Antarctic heritageAsk AI about the historic huts of the heroic era. What were scientists trying to understand then, and what are they trying to understand now? Where has Antarctic science changed and where are the same questions still open?
Years 11–13
Ocean circulation and climateAsk AI to explain thermohaline circulation and Antarctic Bottom Water formation, and how sea ice change affects these systems. Evaluate AI's confidence and identify where the LEARNZ scientists expressed uncertainty that AI's account doesn't reflect.
Climate modellingAsk AI: "How do scientists incorporate Antarctic sea ice data into global climate models? What are the current limitations of those models?" Compare this with what NIWA researchers described in the LEARNZ audioconferences about their own data collection.
The Antarctic Treaty SystemAsk AI: "What is the Antarctic Treaty System and what does it prohibit? How has it shaped scientific research in Antarctica?" Apply this to the research you saw in the LEARNZ resources — what does the treaty make possible and what does it constrain?
Antarctica and New ZealandAsk AI to describe New Zealand's role in Antarctic science and governance. Then evaluate: what did the LEARNZ resources show about that relationship that AI's account treats as background rather than foreground?
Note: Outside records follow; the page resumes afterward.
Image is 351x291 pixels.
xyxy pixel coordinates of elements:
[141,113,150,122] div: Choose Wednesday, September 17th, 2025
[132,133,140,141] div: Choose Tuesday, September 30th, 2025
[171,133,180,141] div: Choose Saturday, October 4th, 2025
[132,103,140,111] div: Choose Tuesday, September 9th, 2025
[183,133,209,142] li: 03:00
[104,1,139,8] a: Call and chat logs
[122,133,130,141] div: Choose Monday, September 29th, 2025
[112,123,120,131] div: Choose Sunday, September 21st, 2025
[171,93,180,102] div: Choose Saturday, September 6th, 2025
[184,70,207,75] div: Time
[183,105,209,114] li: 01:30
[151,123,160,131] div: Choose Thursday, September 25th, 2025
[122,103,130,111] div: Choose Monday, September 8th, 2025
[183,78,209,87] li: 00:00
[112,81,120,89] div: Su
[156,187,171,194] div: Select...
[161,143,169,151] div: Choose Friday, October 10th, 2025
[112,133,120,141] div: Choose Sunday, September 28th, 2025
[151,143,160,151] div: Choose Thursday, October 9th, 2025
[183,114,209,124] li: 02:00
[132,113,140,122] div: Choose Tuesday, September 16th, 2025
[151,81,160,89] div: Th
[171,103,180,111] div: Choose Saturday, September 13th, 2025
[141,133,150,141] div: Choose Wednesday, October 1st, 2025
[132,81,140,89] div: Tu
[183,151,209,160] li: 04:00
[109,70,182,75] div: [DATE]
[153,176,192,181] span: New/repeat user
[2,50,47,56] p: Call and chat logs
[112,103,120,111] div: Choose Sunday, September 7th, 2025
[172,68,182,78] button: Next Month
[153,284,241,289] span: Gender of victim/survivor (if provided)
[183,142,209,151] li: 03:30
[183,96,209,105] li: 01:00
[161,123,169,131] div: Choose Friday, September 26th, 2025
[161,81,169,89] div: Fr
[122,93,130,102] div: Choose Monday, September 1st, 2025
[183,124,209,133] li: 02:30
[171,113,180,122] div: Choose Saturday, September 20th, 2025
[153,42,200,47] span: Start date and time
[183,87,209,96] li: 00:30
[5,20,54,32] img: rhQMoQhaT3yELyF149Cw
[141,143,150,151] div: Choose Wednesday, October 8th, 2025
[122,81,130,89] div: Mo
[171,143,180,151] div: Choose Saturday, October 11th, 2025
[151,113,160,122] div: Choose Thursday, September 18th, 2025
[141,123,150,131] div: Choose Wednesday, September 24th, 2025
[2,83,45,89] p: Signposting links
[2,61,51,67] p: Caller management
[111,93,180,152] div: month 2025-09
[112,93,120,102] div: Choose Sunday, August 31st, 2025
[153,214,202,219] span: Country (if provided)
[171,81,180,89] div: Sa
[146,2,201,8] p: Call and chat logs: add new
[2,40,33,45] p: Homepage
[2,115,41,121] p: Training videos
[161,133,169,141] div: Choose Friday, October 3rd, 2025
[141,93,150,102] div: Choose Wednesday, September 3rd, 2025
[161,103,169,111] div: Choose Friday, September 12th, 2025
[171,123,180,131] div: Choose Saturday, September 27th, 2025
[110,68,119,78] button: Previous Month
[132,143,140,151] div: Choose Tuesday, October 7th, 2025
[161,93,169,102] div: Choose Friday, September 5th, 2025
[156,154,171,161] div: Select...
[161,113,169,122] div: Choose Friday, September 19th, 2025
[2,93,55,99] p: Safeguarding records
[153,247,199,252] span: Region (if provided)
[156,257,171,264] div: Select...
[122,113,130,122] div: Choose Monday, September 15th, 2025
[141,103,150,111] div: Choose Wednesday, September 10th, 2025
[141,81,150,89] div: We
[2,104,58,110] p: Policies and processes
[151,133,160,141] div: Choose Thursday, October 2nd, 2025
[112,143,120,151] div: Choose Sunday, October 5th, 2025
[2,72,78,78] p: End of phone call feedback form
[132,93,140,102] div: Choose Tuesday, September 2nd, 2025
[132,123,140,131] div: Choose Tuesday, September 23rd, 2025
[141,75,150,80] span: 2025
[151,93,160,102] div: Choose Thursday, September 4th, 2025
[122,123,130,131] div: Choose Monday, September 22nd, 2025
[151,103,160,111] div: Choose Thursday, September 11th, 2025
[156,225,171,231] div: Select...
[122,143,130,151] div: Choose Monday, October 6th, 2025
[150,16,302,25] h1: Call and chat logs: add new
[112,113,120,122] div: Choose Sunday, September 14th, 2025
Experience Trace Scale — LEARNZ Antarctica
Level Years 3–6 Years 7–10 Years 11–13
1 I can describe one thing I saw or heard in the LEARNZ resources that I couldn't have learned from a book or a picture. I can describe the key scientific work taking place in Antarctica and explain why that work requires scientists to be there in person. I can characterise the scientific questions being investigated at Scott Base and explain why Antarctic field conditions are essential to answering them.
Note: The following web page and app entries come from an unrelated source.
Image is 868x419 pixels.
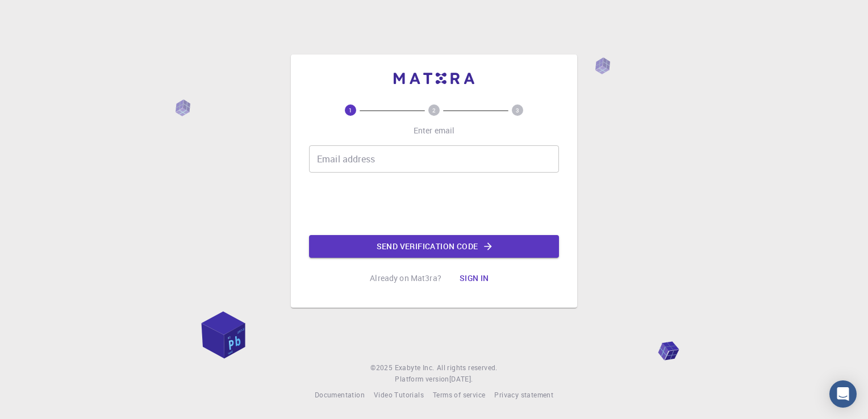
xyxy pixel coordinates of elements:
span: Video Tutorials [374,390,424,400]
button: Send verification code [309,235,559,258]
span: All rights reserved. [437,363,498,374]
div: Open Intercom Messenger [830,381,857,408]
a: Documentation [315,390,365,401]
span: Privacy statement [494,390,553,400]
text: 1 [349,106,352,114]
a: Exabyte Inc. [395,363,435,374]
button: Sign in [451,267,498,290]
span: Terms of service [433,390,485,400]
a: Video Tutorials [374,390,424,401]
a: [DATE]. [450,374,474,385]
a: Privacy statement [494,390,553,401]
span: © 2025 [370,363,394,374]
span: Documentation [315,390,365,400]
span: [DATE] . [450,374,474,383]
a: Terms of service [433,390,485,401]
p: Enter email [414,125,455,136]
p: Already on Mat3ra? [370,272,442,284]
text: 3 [516,106,520,114]
iframe: reCAPTCHA [348,182,520,226]
span: Exabyte Inc. [395,363,435,372]
span: Platform version [395,374,449,385]
text: 2 [433,106,436,114]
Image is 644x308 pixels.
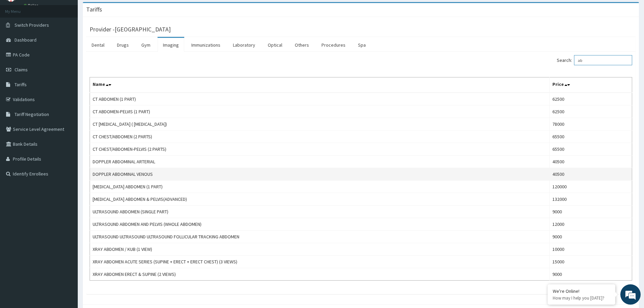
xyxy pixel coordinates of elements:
td: CT ABDOMEN-PELVIS (1 PART) [90,105,549,118]
td: ULTRASOUND ABDOMEN AND PELVIS (WHOLE ABDOMEN) [90,218,549,230]
span: We're online! [39,85,93,154]
td: 132000 [549,193,631,206]
a: Gym [136,38,156,52]
a: Procedures [316,38,350,52]
span: Switch Providers [14,22,49,28]
span: Tariff Negotiation [14,111,49,117]
th: Name [90,78,549,93]
td: 15000 [549,255,631,268]
input: Search: [574,55,632,65]
div: Chat with us now [35,38,114,47]
td: CT ABDOMEN (1 PART) [90,92,549,105]
div: We're Online! [552,288,610,294]
td: [MEDICAL_DATA] ABDOMEN (1 PART) [90,181,549,193]
div: Minimize live chat window [111,4,127,20]
h3: Tariffs [86,6,102,13]
td: ULTRASOUND ABDOMEN (SINGLE PART) [90,206,549,218]
img: d_794563401_company_1708531726252_794563401 [13,34,28,51]
td: 62500 [549,92,631,105]
td: 9000 [549,230,631,243]
td: 120000 [549,181,631,193]
label: Search: [557,55,632,65]
a: Spa [353,38,371,52]
span: Dashboard [14,37,36,43]
td: CT CHEST/ABDOMEN (2 PARTS) [90,130,549,143]
a: Online [23,3,40,8]
span: Tariffs [14,82,27,87]
td: 65500 [549,130,631,143]
a: Imaging [158,38,184,52]
td: XRAY ABDOMEN ACUTE SERIES (SUPINE + ERECT + ERECT CHEST) (3 VIEWS) [90,255,549,268]
td: 9000 [549,206,631,218]
td: 12000 [549,218,631,230]
a: Immunizations [186,38,226,52]
span: Claims [14,67,28,73]
td: 40500 [549,156,631,168]
td: CT CHEST/ABDOMEN-PELVIS (2 PARTS) [90,143,549,156]
td: 10000 [549,243,631,255]
a: Others [289,38,314,52]
a: Drugs [112,38,134,52]
textarea: Type your message and hit 'Enter' [4,185,129,208]
h3: Provider - [GEOGRAPHIC_DATA] [90,26,171,33]
td: XRAY ABDOMEN / KUB (1 VIEW) [90,243,549,255]
td: XRAY ABDOMEN ERECT & SUPINE (2 VIEWS) [90,268,549,281]
td: 65500 [549,143,631,156]
td: CT [MEDICAL_DATA] ( [MEDICAL_DATA]) [90,118,549,130]
td: 62500 [549,105,631,118]
td: ULTRASOUND ULTRASOUND ULTRASOUND FOLLICULAR TRACKING ABDOMEN [90,230,549,243]
th: Price [549,78,631,93]
a: Laboratory [227,38,260,52]
td: DOPPLER ABDOMINAL ARTERIAL [90,156,549,168]
td: 78000 [549,118,631,130]
td: [MEDICAL_DATA] ABDOMEN & PELVIS(ADVANCED) [90,193,549,206]
a: Dental [86,38,109,52]
a: Optical [262,38,288,52]
td: 40500 [549,168,631,181]
td: 9000 [549,268,631,281]
p: How may I help you today? [552,295,610,301]
td: DOPPLER ABDOMINAL VENOUS [90,168,549,181]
2 I can explain one connection between what happens in Antarctica and something that affects my life in New Zealand. I can explain how changes in Antarctic sea ice connect to global climate systems and identify the specific mechanisms the LEARNZ scientists described. I can construct an account of Antarctica's role in global climate regulation and identify where the science is well-established and where genuine uncertainty remains.
3 I can say one thing AI told me about Antarctica and whether it matched what I saw and heard in the LEARNZ resources. I can identify where AI's account of Antarctic climate science matched what LEARNZ scientists described and where AI generalised or omitted what direct expert testimony provided. I can critically evaluate AI's account of Antarctic climate science against the LEARNZ scientists' own descriptions of their work, identifying points of accuracy, oversimplification, and absent nuance.
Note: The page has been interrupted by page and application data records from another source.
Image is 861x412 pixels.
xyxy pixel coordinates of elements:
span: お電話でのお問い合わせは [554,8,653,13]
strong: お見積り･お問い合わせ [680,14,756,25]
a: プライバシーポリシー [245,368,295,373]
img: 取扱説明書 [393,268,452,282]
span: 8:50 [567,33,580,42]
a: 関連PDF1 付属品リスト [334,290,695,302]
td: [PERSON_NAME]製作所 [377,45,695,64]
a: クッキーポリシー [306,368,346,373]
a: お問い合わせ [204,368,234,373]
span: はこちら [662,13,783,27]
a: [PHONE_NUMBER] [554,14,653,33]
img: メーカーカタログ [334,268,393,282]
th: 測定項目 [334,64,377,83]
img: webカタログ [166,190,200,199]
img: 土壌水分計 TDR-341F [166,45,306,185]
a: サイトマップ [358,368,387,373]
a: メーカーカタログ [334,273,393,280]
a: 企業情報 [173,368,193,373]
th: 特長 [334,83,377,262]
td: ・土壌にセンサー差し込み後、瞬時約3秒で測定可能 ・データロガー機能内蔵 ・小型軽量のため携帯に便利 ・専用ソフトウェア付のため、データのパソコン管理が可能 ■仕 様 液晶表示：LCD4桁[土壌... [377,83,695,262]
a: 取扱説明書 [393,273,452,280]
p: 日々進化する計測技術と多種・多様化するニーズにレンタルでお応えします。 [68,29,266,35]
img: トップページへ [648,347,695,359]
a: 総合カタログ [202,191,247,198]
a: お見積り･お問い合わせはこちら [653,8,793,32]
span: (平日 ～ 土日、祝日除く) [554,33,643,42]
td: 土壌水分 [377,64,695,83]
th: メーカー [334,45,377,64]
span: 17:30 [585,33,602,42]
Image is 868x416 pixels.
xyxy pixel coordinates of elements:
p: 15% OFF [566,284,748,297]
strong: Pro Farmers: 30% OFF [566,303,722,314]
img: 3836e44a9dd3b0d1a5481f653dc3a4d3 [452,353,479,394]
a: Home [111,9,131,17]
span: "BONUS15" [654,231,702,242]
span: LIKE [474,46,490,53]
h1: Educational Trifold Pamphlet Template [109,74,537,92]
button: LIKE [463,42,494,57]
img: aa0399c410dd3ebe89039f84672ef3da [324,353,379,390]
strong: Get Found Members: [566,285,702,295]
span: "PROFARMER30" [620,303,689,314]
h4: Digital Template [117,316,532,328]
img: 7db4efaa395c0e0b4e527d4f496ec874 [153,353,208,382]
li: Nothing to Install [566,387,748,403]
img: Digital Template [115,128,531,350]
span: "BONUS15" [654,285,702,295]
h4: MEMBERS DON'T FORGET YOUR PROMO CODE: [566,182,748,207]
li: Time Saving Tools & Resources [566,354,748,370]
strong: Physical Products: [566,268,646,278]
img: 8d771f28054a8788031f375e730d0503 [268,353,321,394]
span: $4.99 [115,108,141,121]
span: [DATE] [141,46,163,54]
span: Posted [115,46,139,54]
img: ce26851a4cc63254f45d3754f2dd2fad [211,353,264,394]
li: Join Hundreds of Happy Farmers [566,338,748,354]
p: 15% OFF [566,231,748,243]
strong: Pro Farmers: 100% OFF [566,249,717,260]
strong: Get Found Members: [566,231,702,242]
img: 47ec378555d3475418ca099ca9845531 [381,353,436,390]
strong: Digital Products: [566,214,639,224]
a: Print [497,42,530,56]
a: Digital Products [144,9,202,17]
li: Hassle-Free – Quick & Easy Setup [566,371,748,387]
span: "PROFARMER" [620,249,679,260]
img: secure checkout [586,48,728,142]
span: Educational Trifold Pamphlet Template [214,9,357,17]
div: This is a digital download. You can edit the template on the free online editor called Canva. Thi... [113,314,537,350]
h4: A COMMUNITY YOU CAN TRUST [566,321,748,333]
4 I can explain why watching a scientist do real work in Antarctica gave me something different from reading about it. I can explain what access to real scientists doing real work in real conditions adds to understanding that textbooks and AI-generated summaries cannot provide. I can articulate the epistemological difference between AI-synthesised climate knowledge and the direct scientific testimony available through the LEARNZ archive — and explain the evidential weight of each.
5 I can say one question I have about Antarctica now that I didn't have before I started the LEARNZ trip. I can identify a scientific or environmental question raised by the LEARNZ resources and propose what investigation would be needed to answer it. I can propose a research question arising from the LEARNZ material, identify appropriate primary and secondary sources, and explain what a well-evidenced answer would contribute to understanding Antarctica's role in global climate systems.
Related protocol Ready to visit the physical gateway?

The International Antarctic Centre, Ōtautahi Christchurch companion protocol covers ten curriculum-aligned programmes across Social Science, Science, and Environmental Conservation. Use this protocol to build context before the visit, or to extend inquiry after it.